Last month, in a speech to the National Press Club, Sen. Jeff Flake made a charge that has become common among disillusioned Republicans: Donald Trump is corrupting “true conservatism” with his authoritarian style, neo-isolationist foreign policy, lack of fiscal discipline, and opposition to free trade.
What Sen. Flake and other “Never-Trumpers” fail to realize is that Trumpism is only the latest mutation in a long history of conservative evolution that goes back to the early 20th century. As liberalism settled into its New Deal incarnation in the 1930s, the conservative movement arose to challenge it. The primary goal of the leading conservatives of the era, such as Ayn Rand, Albert Jay Nock, H.L. Mencken, Max Eastman, and Rose Wilder Lane, was to roll back President Franklin Roosevelt’s expansion of government power. Conservatism of the time was defined not by religiosity, nationalism, or foreign policy hawkishness, but by one overriding concern: protecting individual liberty from the encroaching state.
Liberals of the time were actually far more hawkish than conservatives were on foreign policy. The expansion of government power to help oppressed peoples at home (through the New Deal) or abroad (through military action) seemed to be of one piece. Conservatives, by contrast, were opposed to all expansions of state power, and right-wing organizations, such as the Liberty League and America First, were staunchly isolationist. Sen. Robert Taft, R-Ohio, the leading conservative of the era, opposed both Roosevelt’s “meddling” in the economy through the New Deal and his “meddling” in Europe with his interventionist foreign policy.
This changed after World War II, when conservatives found a new cause to identify with: anti-Communism. They began by focusing on rooting out domestic communists (as typified by the activities of Sen. Joe McCarthy, R-Wis., and the House Un-American Activites Committee), but soon found themselves advocating a more vigorous foreign policy that would stop Soviet expansion abroad. Thus, conservatism had evolved away from pure anti-statism and towards a more schizophrenic “pro-war, but anti-state” position.
Even then, the evolution of conservatism had only just begun. After conservative standard bearer Barry Goldwater lost to Lyndon Johnson in the 1964 presidential race, religious and social issues began to assume a new importance on the Right. While the founding fathers of conservatism in the 1930s had been notably secular (and sometimes militantly atheist, as in the cases of Rand, Eastman, and Mencken), the late 1960s saw conservatives begin to champion religious causes, such as Bible reading and prayer in public schools.
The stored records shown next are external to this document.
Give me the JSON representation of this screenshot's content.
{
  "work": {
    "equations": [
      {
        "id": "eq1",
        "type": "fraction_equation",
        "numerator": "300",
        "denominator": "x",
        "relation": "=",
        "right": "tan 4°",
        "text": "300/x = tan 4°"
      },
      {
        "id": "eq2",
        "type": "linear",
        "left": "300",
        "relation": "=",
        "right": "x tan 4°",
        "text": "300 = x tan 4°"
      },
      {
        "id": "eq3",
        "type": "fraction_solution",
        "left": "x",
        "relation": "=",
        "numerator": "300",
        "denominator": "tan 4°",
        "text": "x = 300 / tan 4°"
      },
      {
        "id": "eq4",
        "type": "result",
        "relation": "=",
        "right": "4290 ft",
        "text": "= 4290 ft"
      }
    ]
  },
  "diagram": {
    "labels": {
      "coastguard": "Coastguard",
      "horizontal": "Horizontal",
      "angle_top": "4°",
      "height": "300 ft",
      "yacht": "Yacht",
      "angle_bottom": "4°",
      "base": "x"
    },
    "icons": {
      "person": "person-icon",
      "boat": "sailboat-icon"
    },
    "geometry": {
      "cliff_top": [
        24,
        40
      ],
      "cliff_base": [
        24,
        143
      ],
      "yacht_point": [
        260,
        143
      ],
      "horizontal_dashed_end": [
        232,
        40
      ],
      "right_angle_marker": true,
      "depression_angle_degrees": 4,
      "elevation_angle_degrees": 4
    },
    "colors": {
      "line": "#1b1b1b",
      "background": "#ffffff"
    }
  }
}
This caused great consternation among old-guard conservatives and their reaction to this “religious turn” in conservatism mirrors the current response of many George W. Bush conservatives to Trump’s “isolationist turn.”
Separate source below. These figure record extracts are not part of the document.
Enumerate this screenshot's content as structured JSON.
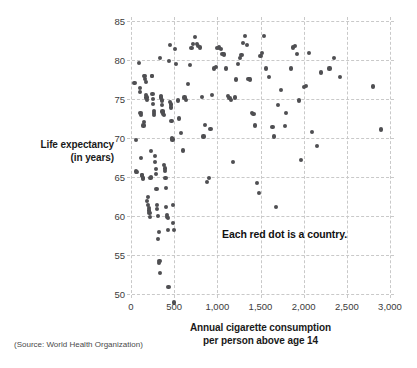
{
  "chart_data": {
    "type": "scatter",
    "title": "",
    "xlabel": "Annual cigarette consumption per person above age 14",
    "ylabel": "Life expectancy (in years)",
    "xlim": [
      0,
      3000
    ],
    "ylim": [
      48,
      85
    ],
    "grid": true,
    "legend": null,
    "annotation": "Each red dot is a country.",
    "source": "(Source: World Health Organization)",
    "xticks": [
      "0",
      "500",
      "1,000",
      "1,500",
      "2,000",
      "2,500",
      "3,000"
    ],
    "xtick_values": [
      0,
      500,
      1000,
      1500,
      2000,
      2500,
      3000
    ],
    "yticks": [
      "50",
      "55",
      "60",
      "65",
      "70",
      "75",
      "80",
      "85"
    ],
    "ytick_values": [
      50,
      55,
      60,
      65,
      70,
      75,
      80,
      85
    ],
    "point_color": "#4f4f52",
    "gridline_color": "#c9c9c9",
    "series": [
      {
        "name": "Countries",
        "points": [
          [
            40,
            77.0
          ],
          [
            55,
            69.7
          ],
          [
            60,
            65.7
          ],
          [
            70,
            65.6
          ],
          [
            95,
            79.6
          ],
          [
            100,
            76.4
          ],
          [
            105,
            75.9
          ],
          [
            110,
            73.2
          ],
          [
            115,
            73.0
          ],
          [
            120,
            67.4
          ],
          [
            125,
            65.3
          ],
          [
            130,
            65.2
          ],
          [
            135,
            64.9
          ],
          [
            140,
            64.8
          ],
          [
            145,
            71.6
          ],
          [
            150,
            72.0
          ],
          [
            155,
            77.9
          ],
          [
            160,
            78.0
          ],
          [
            165,
            77.6
          ],
          [
            170,
            77.2
          ],
          [
            175,
            75.5
          ],
          [
            180,
            75.2
          ],
          [
            185,
            74.9
          ],
          [
            190,
            61.9
          ],
          [
            195,
            62.4
          ],
          [
            200,
            61.4
          ],
          [
            205,
            61.0
          ],
          [
            210,
            60.7
          ],
          [
            215,
            60.4
          ],
          [
            220,
            59.9
          ],
          [
            225,
            64.9
          ],
          [
            230,
            65.0
          ],
          [
            235,
            68.3
          ],
          [
            240,
            78.0
          ],
          [
            245,
            77.9
          ],
          [
            250,
            75.6
          ],
          [
            255,
            75.0
          ],
          [
            258,
            74.4
          ],
          [
            262,
            73.5
          ],
          [
            266,
            73.2
          ],
          [
            270,
            72.9
          ],
          [
            275,
            67.7
          ],
          [
            280,
            66.9
          ],
          [
            285,
            66.0
          ],
          [
            290,
            65.4
          ],
          [
            295,
            63.5
          ],
          [
            300,
            61.4
          ],
          [
            305,
            60.9
          ],
          [
            310,
            60.0
          ],
          [
            315,
            57.0
          ],
          [
            320,
            58.0
          ],
          [
            325,
            54.0
          ],
          [
            330,
            54.2
          ],
          [
            335,
            52.7
          ],
          [
            340,
            80.3
          ],
          [
            345,
            75.4
          ],
          [
            350,
            75.2
          ],
          [
            355,
            74.8
          ],
          [
            360,
            74.2
          ],
          [
            365,
            73.4
          ],
          [
            370,
            73.3
          ],
          [
            375,
            73.1
          ],
          [
            380,
            72.9
          ],
          [
            385,
            66.5
          ],
          [
            390,
            66.1
          ],
          [
            395,
            65.8
          ],
          [
            400,
            64.9
          ],
          [
            405,
            63.6
          ],
          [
            410,
            61.2
          ],
          [
            415,
            60.1
          ],
          [
            420,
            59.9
          ],
          [
            425,
            59.7
          ],
          [
            430,
            58.2
          ],
          [
            435,
            50.9
          ],
          [
            440,
            79.9
          ],
          [
            450,
            81.9
          ],
          [
            455,
            74.6
          ],
          [
            460,
            74.3
          ],
          [
            465,
            73.9
          ],
          [
            470,
            72.2
          ],
          [
            475,
            70.0
          ],
          [
            480,
            69.8
          ],
          [
            485,
            61.4
          ],
          [
            490,
            59.1
          ],
          [
            495,
            58.2
          ],
          [
            500,
            48.9
          ],
          [
            510,
            81.4
          ],
          [
            520,
            79.5
          ],
          [
            540,
            74.8
          ],
          [
            560,
            72.5
          ],
          [
            580,
            70.6
          ],
          [
            600,
            68.4
          ],
          [
            620,
            75.2
          ],
          [
            640,
            74.9
          ],
          [
            660,
            76.9
          ],
          [
            680,
            79.4
          ],
          [
            700,
            81.5
          ],
          [
            720,
            82.1
          ],
          [
            740,
            83.0
          ],
          [
            760,
            82.0
          ],
          [
            780,
            81.8
          ],
          [
            800,
            81.6
          ],
          [
            820,
            75.3
          ],
          [
            840,
            70.2
          ],
          [
            860,
            71.7
          ],
          [
            880,
            64.4
          ],
          [
            900,
            64.9
          ],
          [
            920,
            71.2
          ],
          [
            940,
            75.5
          ],
          [
            960,
            78.9
          ],
          [
            980,
            79.1
          ],
          [
            1000,
            81.5
          ],
          [
            1020,
            81.6
          ],
          [
            1040,
            81.4
          ],
          [
            1060,
            80.8
          ],
          [
            1080,
            80.7
          ],
          [
            1100,
            78.9
          ],
          [
            1120,
            75.4
          ],
          [
            1140,
            75.1
          ],
          [
            1160,
            74.9
          ],
          [
            1180,
            66.9
          ],
          [
            1200,
            75.2
          ],
          [
            1220,
            77.5
          ],
          [
            1240,
            79.5
          ],
          [
            1260,
            80.3
          ],
          [
            1280,
            80.6
          ],
          [
            1300,
            82.2
          ],
          [
            1320,
            83.1
          ],
          [
            1340,
            81.9
          ],
          [
            1360,
            77.6
          ],
          [
            1380,
            77.5
          ],
          [
            1400,
            73.2
          ],
          [
            1420,
            73.1
          ],
          [
            1440,
            71.6
          ],
          [
            1460,
            64.2
          ],
          [
            1480,
            63.0
          ],
          [
            1500,
            80.5
          ],
          [
            1520,
            80.9
          ],
          [
            1540,
            83.1
          ],
          [
            1560,
            78.9
          ],
          [
            1600,
            77.8
          ],
          [
            1640,
            71.4
          ],
          [
            1660,
            70.2
          ],
          [
            1680,
            61.2
          ],
          [
            1700,
            74.2
          ],
          [
            1740,
            76.2
          ],
          [
            1780,
            71.5
          ],
          [
            1800,
            73.2
          ],
          [
            1850,
            78.9
          ],
          [
            1880,
            81.6
          ],
          [
            1900,
            81.8
          ],
          [
            1920,
            80.8
          ],
          [
            1950,
            74.8
          ],
          [
            1970,
            67.2
          ],
          [
            2000,
            76.5
          ],
          [
            2030,
            76.7
          ],
          [
            2060,
            80.9
          ],
          [
            2100,
            70.8
          ],
          [
            2150,
            69.0
          ],
          [
            2200,
            78.4
          ],
          [
            2300,
            78.9
          ],
          [
            2350,
            80.3
          ],
          [
            2420,
            77.8
          ],
          [
            2800,
            76.6
          ],
          [
            2900,
            71.1
          ]
        ]
      }
    ]
  },
  "axes": {
    "y_title_line1": "Life expectancy",
    "y_title_line2": "(in years)",
    "x_title_line1": "Annual cigarette consumption",
    "x_title_line2": "per person above age 14"
  },
  "annotation": {
    "text": "Each red dot is a country."
  },
  "source": {
    "text": "(Source: World Health Organization)"
  }
}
Many have mistakenly assumed that the 1980 election of the avowedly conservative President Ronald Reagan meant that America had shifted “to the Right” after Goldwater’s loss. Actually, it was conservatism itself that had shifted toward America. By changing from a narrow anti-statist economic ideology to a broader anti-Communist and religious one, conservatism had become attractive to demographics that had previously identified with the liberal side. Reagan’s election did not indicate that America had become more conservative, but that conservatism had changed to become more mainstream.
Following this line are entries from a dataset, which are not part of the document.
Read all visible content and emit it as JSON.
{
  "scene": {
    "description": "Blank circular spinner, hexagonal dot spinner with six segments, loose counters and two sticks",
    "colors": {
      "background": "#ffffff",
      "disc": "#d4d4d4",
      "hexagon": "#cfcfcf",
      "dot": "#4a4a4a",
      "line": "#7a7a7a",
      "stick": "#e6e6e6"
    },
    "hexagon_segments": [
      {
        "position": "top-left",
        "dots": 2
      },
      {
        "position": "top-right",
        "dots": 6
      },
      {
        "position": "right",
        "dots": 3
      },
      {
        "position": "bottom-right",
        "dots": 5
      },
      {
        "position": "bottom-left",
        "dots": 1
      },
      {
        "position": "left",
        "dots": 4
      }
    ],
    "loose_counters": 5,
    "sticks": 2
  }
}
Conservatism continued to evolve after Reagan left office. By the time of the Iraq War in 2003, foreign policy hawkishness had moved to the center of conservatism and limited government had been pushed to the margins. George W. Bush, who expanded the size of the federal government more than any president since FDR, was considered “conservative” while Bill Clinton, who oversaw a slight shrinkage of government, was considered “center-Left.” (Both worked with a putatively conservative Republican Congress.) In 1940, it would have been unthinkable for a president to expand the federal government to the degree Bush did and still be considered “conservative,” but such are the evolutions of conservatism.
Now, in the age of Trump, conservatism has mutated once again. The “neoconservative” supporters of the Iraq War see Trump as an apostate from the “true conservatism” of George W. Bush, just as conservatives in previous generations charged the neocons with being apostates from the “true conservatism” of Robert Taft. So don’t worry, Sen. Flake, conservatism has evolved quite radically in the past. It is evolving in the present, and it will doubtless continue to evolve in the future.
Hyrum Lewis, Ph.D., is a professor of history at BYU-Idaho.